Does the description clarify parameter syntax, constraints, interactions, or defaults beyond what the schema provides?

Schema description coverage is 100%, so the schema already documents all three parameters with their types, constraints, and defaults. The description doesn't add any parameter-specific information beyond what's in the schema, maintaining the baseline score of 3 for adequate but not enhanced parameter documentation.

Input schemas describe structure but not intent. Descriptions should explain non-obvious parameter relationships and valid value ranges.

Purpose5/5

Does the description clearly state what the tool does and how it differs from similar tools?

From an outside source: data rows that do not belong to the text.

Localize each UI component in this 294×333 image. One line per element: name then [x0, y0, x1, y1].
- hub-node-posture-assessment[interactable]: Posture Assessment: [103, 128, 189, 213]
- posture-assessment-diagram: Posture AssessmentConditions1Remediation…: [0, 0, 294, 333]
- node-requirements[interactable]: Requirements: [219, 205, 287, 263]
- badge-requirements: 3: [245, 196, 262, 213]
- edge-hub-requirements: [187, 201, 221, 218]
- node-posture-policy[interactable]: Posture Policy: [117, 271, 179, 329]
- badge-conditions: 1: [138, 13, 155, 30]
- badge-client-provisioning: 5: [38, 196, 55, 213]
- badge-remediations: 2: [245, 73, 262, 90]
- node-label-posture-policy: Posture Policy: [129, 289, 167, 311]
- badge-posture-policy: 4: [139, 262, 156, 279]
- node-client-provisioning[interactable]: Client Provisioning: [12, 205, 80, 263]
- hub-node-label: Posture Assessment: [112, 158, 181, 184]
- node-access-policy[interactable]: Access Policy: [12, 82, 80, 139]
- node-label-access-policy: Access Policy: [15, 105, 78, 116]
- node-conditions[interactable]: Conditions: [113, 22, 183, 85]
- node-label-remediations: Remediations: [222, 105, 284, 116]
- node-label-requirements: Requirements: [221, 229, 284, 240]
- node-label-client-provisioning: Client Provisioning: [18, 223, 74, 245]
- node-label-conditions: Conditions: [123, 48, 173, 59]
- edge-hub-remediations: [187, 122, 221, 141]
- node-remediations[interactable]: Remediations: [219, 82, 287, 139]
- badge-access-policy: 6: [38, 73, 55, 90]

The description clearly states the tool identifies 'code hotspots: files with both high complexity AND high git churn' using the 'Adam Tornhill methodology' with a specific scoring formula. It distinguishes itself from sibling tools like 'get_complexity_report' or 'get_git_churn' by combining both signals and focusing on high-risk intersections.

Agents choose between tools based on descriptions. A clear purpose with a specific verb and resource helps agents select the right tool.

Usage Guidelines4/5

Does the description explain when to use this tool, when not to, or what alternatives exist?

The description provides clear context for when to use this tool (identifying files with both complexity and churn issues) and implicitly distinguishes it from tools that analyze only one dimension. However, it doesn't explicitly name alternative tools or state when NOT to use it, keeping it at a 4 rather than a 5.

Agents often have multiple tools that could apply. Explicit usage guidance like "use X instead of Y when Z" prevents misuse.